A new boiler has been installed and I now have heat. Heat, glorious heat. And hot water. Imagine! This is living.
But I have a few bones to pick – certainly not with my cousins who have moved mountains to turn this house into a show home in time for me to move in, or even this house specifically, but with British houses in general. Brits just seem to make some things more complicated.
Let’s start with the laundry, shall we? I now have a wonderful, brand new, working beautifully, installed washing machine. Yay! Still don’t understand why I can’t just choose the length of time that I want, or the water temperature that I want, which bugs the hell out of me – I wonder if Brits even know what it’s like to have a washer that’s not fully programmed with a dozen different cycle/time/temp presets – but on the whole, I am happy, happy about my new washer. Of course, I’m not crazy about having baskets of clothing & linens sitting around the kitchen on laundry day (’cause that’s where they keep the washers here), and this time my dryer is out in the garage. Tucked in a back corner, looking 40+ years old, and just generally kinda creepy. The last two houses also had their laundry quirks; it just seems to come with the territory. The assumption here is that I will hang most of my laundry outside, which is fine, except for two things: (1) towels never dry as soft on the line as they do in a dryer; and (2) it’s Scotland so it rains six days out of seven. Viv told me there’s indoor racks somewhere in this house; I just haven’t found them yet, so am reduced to using the line and running outside as soon as I notice it’s raining (usually 10 minutes too late to save my knickers).
Heating. I have lived in three houses here: the first had slow-acting in-floor heating, the second had inadequate forced-air heating, and now I’ve got a boiler with radiators. So far, this is the coziest, yet most complex. As well as a central programmable thermostat (just like at home), each radiator has its own adjustable knob. I’m not sure how these two components work together – will have to get Viv to explain it to me. But the real treat? The day after the new boiler was installed, at 5:45 a.m. someone started playing ping pong in my front hall. I woke to the sounds of a ping pong ball being hit back and forth. Nooo, of course it wasn’t, that’s silly – it seems that radiators make all sorts of interesting noises as the pipes fill up; each morning is now a different ‘alarm clock’. As well as table tennis, I’ve been woken by what sounded like a bathtub overflowing onto a tile floor (I don’t have a bathtub), a clicking noise like a cicada (I thought it was my tinnitus at first), and this morning? the sound of a puppy with its head caught in the banister. Who needs a classic iphone ringtone at 6am when you have radiators? Oh, and it seems I have to learn how to bleed the radiators too. Uh huh. (But I’m warm. Did I mention that I’m warm?)
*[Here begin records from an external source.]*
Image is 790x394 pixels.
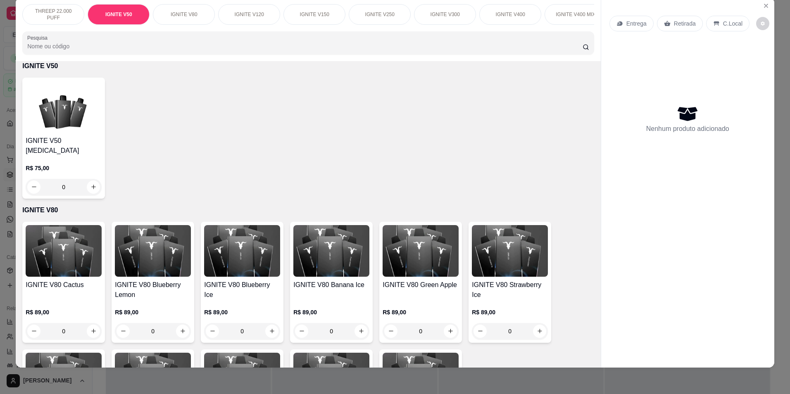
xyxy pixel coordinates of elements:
img: product-image [293,225,369,277]
h4: IGNITE V80 Blueberry Lemon [115,280,191,300]
button: increase-product-quantity [533,325,546,338]
img: product-image [26,81,102,133]
button: increase-product-quantity [87,325,100,338]
h4: IGNITE V80 Banana Ice [293,280,369,290]
button: decrease-product-quantity [473,325,487,338]
h4: IGNITE V80 Blueberry Ice [204,280,280,300]
p: R$ 89,00 [382,308,458,316]
p: R$ 89,00 [115,308,191,316]
p: Entrega [626,19,646,28]
p: R$ 75,00 [26,164,102,172]
p: IGNITE V150 [300,11,329,18]
p: IGNITE V400 MIX [555,11,595,18]
img: product-image [204,225,280,277]
h4: IGNITE V80 Green Apple [382,280,458,290]
button: increase-product-quantity [176,325,189,338]
button: decrease-product-quantity [756,17,769,30]
button: increase-product-quantity [265,325,278,338]
h4: IGNITE V80 Cactus [26,280,102,290]
p: Retirada [674,19,696,28]
button: decrease-product-quantity [116,325,130,338]
p: IGNITE V80 [171,11,197,18]
p: R$ 89,00 [293,308,369,316]
p: R$ 89,00 [472,308,548,316]
button: decrease-product-quantity [295,325,308,338]
img: product-image [382,225,458,277]
input: Pesquisa [27,42,582,50]
p: IGNITE V300 [430,11,460,18]
button: decrease-product-quantity [206,325,219,338]
p: R$ 89,00 [204,308,280,316]
img: product-image [26,225,102,277]
p: IGNITE V250 [365,11,394,18]
p: IGNITE V400 [496,11,525,18]
p: IGNITE V50 [105,11,132,18]
button: decrease-product-quantity [384,325,397,338]
p: IGNITE V80 [22,205,594,215]
p: IGNITE V120 [235,11,264,18]
p: C.Local [723,19,742,28]
label: Pesquisa [27,34,50,41]
p: THREEP 22.000 PUFF [29,8,77,21]
p: IGNITE V50 [22,61,594,71]
button: decrease-product-quantity [27,325,40,338]
p: Nenhum produto adicionado [646,124,729,134]
h4: IGNITE V80 Strawberry Ice [472,280,548,300]
img: product-image [115,225,191,277]
button: decrease-product-quantity [27,180,40,194]
button: increase-product-quantity [87,180,100,194]
button: increase-product-quantity [354,325,368,338]
p: R$ 89,00 [26,308,102,316]
h4: IGNITE V50 [MEDICAL_DATA] [26,136,102,156]
img: product-image [472,225,548,277]
button: increase-product-quantity [444,325,457,338]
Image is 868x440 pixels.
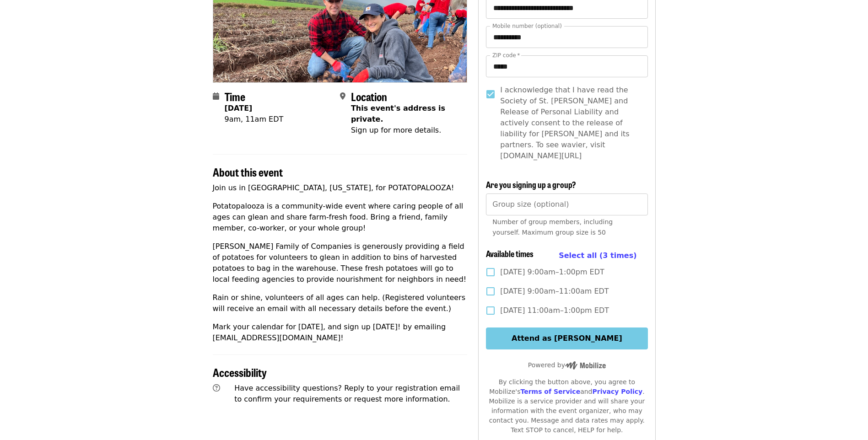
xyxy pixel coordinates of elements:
span: Time [225,89,246,104]
i: calendar icon [213,92,219,100]
span: Available times [486,248,534,259]
a: Terms of Service [520,388,580,395]
p: [PERSON_NAME] Family of Companies is generously providing a field of potatoes for volunteers to g... [213,241,468,285]
i: question-circle icon [213,384,220,393]
button: Attend as [PERSON_NAME] [486,328,647,350]
input: ZIP code [486,55,647,77]
span: Have accessibility questions? Reply to your registration email to confirm your requirements or re... [234,384,460,403]
p: Rain or shine, volunteers of all ages can help. (Registered volunteers will receive an email with... [213,292,468,314]
span: Are you signing up a group? [486,178,576,190]
input: Mobile number (optional) [486,26,647,48]
img: Powered by Mobilize [565,362,606,369]
span: About this event [213,164,283,180]
label: ZIP code [493,52,520,58]
a: Privacy Policy [592,388,643,395]
span: Number of group members, including yourself. Maximum group size is 50 [493,218,613,236]
button: Select all (3 times) [559,249,637,262]
input: [object Object] [486,193,647,215]
p: Mark your calendar for [DATE], and sign up [DATE]! by emailing [EMAIL_ADDRESS][DOMAIN_NAME]! [213,322,468,344]
span: Accessibility [213,364,267,380]
span: Location [351,89,387,104]
div: 9am, 11am EDT [225,114,284,125]
span: Powered by [528,362,606,369]
div: By clicking the button above, you agree to Mobilize's and . Mobilize is a service provider and wi... [486,377,647,435]
strong: [DATE] [225,104,253,112]
p: Potatopalooza is a community-wide event where caring people of all ages can glean and share farm-... [213,201,468,234]
span: This event's address is private. [351,104,445,124]
label: Mobile number (optional) [493,23,562,29]
span: [DATE] 11:00am–1:00pm EDT [500,305,609,316]
span: [DATE] 9:00am–1:00pm EDT [500,267,604,278]
span: I acknowledge that I have read the Society of St. [PERSON_NAME] and Release of Personal Liability... [500,85,640,161]
span: [DATE] 9:00am–11:00am EDT [500,286,609,297]
i: map-marker-alt icon [340,92,345,100]
span: Sign up for more details. [351,126,441,134]
p: Join us in [GEOGRAPHIC_DATA], [US_STATE], for POTATOPALOOZA! [213,183,468,193]
span: Select all (3 times) [559,251,637,260]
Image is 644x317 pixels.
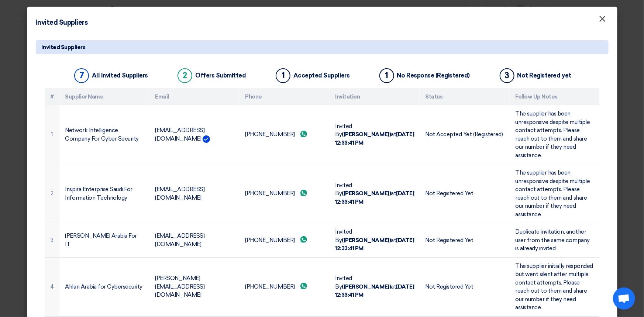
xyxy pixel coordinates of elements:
[426,130,504,139] div: Not Accepted Yet (Registered)
[397,72,470,79] div: No Response (Registered)
[60,105,149,164] td: Network Intelligence Company For Cyber Security
[149,88,240,106] th: Email
[36,17,88,27] h4: Invited Suppliers
[149,164,240,223] td: [EMAIL_ADDRESS][DOMAIN_NAME]
[335,181,414,205] span: Invited By at
[45,257,60,316] td: 4
[342,190,391,196] b: ([PERSON_NAME])
[426,189,504,198] div: Not Registered Yet
[510,88,600,106] th: Follow Up Notes
[149,257,240,316] td: [PERSON_NAME][EMAIL_ADDRESS][DOMAIN_NAME]
[203,136,210,143] img: Verified Account
[380,68,394,83] div: 1
[613,287,635,310] a: Open chat
[335,131,414,146] b: [DATE] 12:33:41 PM
[335,228,414,252] span: Invited By at
[60,257,149,316] td: Ahlan Arabia for Cybersecurity
[335,123,414,146] span: Invited By at
[276,68,291,83] div: 1
[240,105,330,164] td: [PHONE_NUMBER]
[45,164,60,223] td: 2
[342,283,391,290] b: ([PERSON_NAME])
[342,131,391,137] b: ([PERSON_NAME])
[42,43,86,51] span: Invited Suppliers
[342,237,391,244] b: ([PERSON_NAME])
[149,223,240,257] td: [EMAIL_ADDRESS][DOMAIN_NAME]
[420,88,510,106] th: Status
[516,262,594,311] span: The supplier initially responded but went silent after multiple contact attempts. Please reach ou...
[177,68,192,83] div: 2
[45,105,60,164] td: 1
[593,12,612,27] button: Close
[240,88,330,106] th: Phone
[149,105,240,164] td: [EMAIL_ADDRESS][DOMAIN_NAME]
[599,13,607,28] span: ×
[426,282,504,291] div: Not Registered Yet
[60,223,149,257] td: [PERSON_NAME] Arabia For IT
[92,72,148,79] div: All Invited Suppliers
[335,275,414,298] span: Invited By at
[294,72,350,79] div: Accepted Suppliers
[195,72,246,79] div: Offers Submitted
[60,88,149,106] th: Supplier Name
[516,169,590,218] span: The supplier has been unresponsive despite multiple contact attempts. Please reach out to them an...
[240,257,330,316] td: [PHONE_NUMBER]
[74,68,89,83] div: 7
[516,228,590,252] span: Duplicate invitation, another user from the same company is already invited.
[45,223,60,257] td: 3
[240,223,330,257] td: [PHONE_NUMBER]
[335,283,414,298] b: [DATE] 12:33:41 PM
[500,68,515,83] div: 3
[240,164,330,223] td: [PHONE_NUMBER]
[335,237,414,252] b: [DATE] 12:33:41 PM
[516,110,590,158] span: The supplier has been unresponsive despite multiple contact attempts. Please reach out to them an...
[518,72,571,79] div: Not Registered yet
[60,164,149,223] td: Inspira Enterprise Saudi For Information Technology
[45,88,60,106] th: #
[330,88,420,106] th: Invitation
[426,236,504,244] div: Not Registered Yet
[335,190,414,205] b: [DATE] 12:33:41 PM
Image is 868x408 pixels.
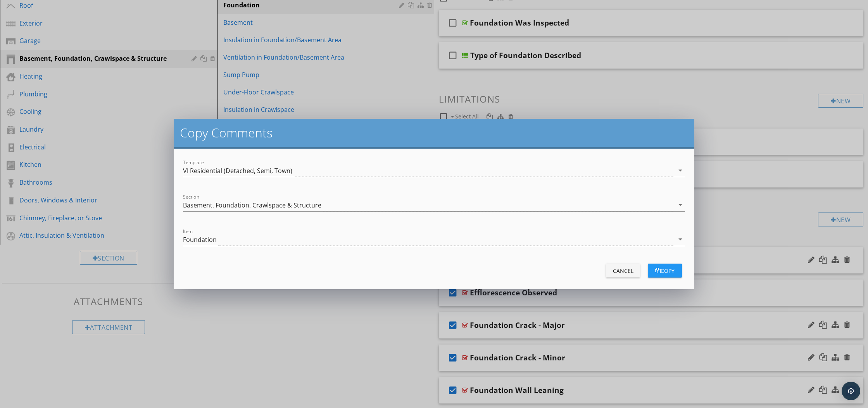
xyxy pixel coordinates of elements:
[675,166,684,175] i: arrow_drop_down
[179,125,688,141] h2: copy Comments
[675,234,684,244] i: arrow_drop_down
[183,236,217,244] div: Foundation
[183,168,292,174] div: VI Residential (Detached, Semi, Town)
[648,264,682,278] button: copy
[606,264,640,278] button: Cancel
[841,382,860,400] div: Open Intercom Messenger
[654,267,675,275] div: copy
[183,202,321,209] div: Basement, Foundation, Crawlspace & Structure
[675,200,684,209] i: arrow_drop_down
[612,267,633,275] div: Cancel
Why do Brits hate screens? Or are they afraid of them? Maybe no one has shown them how they work? This house, like my others (in fact, like any UK house I’ve been in) doesn’t have screens. What this house has huge picture windows that my uncle built so they could see Tinto Hill from any room; it has a stunning new front door, gunmetal blue with a frosted window; and it has these massive bi-fold glass doors onto the back garden (think French doors that open reeaal wide). But not a screen to be seen. Why? It’s not because they don’t have insects (believe me, Scotland has insects). Sunday morning was so nice I opened the living room windows. Next thing I knew, a wasp the size of a parakeet was swooping around my head. I miss screens.
Showers. Okay, these are the bane of my existence. I never have problems at home; whether at a friend’s house or in a hotel anywhere in North America, I can always work the shower. Not here. And I know it’s not just me; twenty years ago two friends & I needed a tutorial from the Pimlico hotel owner on showering, and my friends from Minnesota & Oxford concur – shower controls are all bonkers. Well, my cousin has installed a lovely new bathroom here: sleek new fixtures, grey tiled floor, and a lovely big walk-in shower stall with both a handheld wand and a rain-head shower – the room looks lovely. Now, think about this: when you get into the shower at home, you stand off to one side, turn the shower on, and wait maybe 10 seconds for the water to heat up before stepping into the stream. But we’re in new territory here; once the boiler was installed, it was time for my first shower in several days (don’t ask, a girl does what a girl has to do), so off I went. Okay. The shower controls are on the far wall, the water takes a good 30+ seconds or so to warm up, there are the two shower heads, and I have never used the controls. So I did the obvious: I took an umbrella into the shower with me for my maiden voyage as it were. We avoided scalds, ice-flows, and I figured out how to turn on only one shower head at a time. Ta-da!
OMG hilarious! I saw the umbrella and thought WOW the shower is large enough for Elaine to place her umbrella in to dry off……..I had NEVER imagined that you had it there to stop the water from hitting you…..which is really the point of a shower….but I totally understand why you did this, and I must say cleverly.
Felt like a right eejit, but it worked.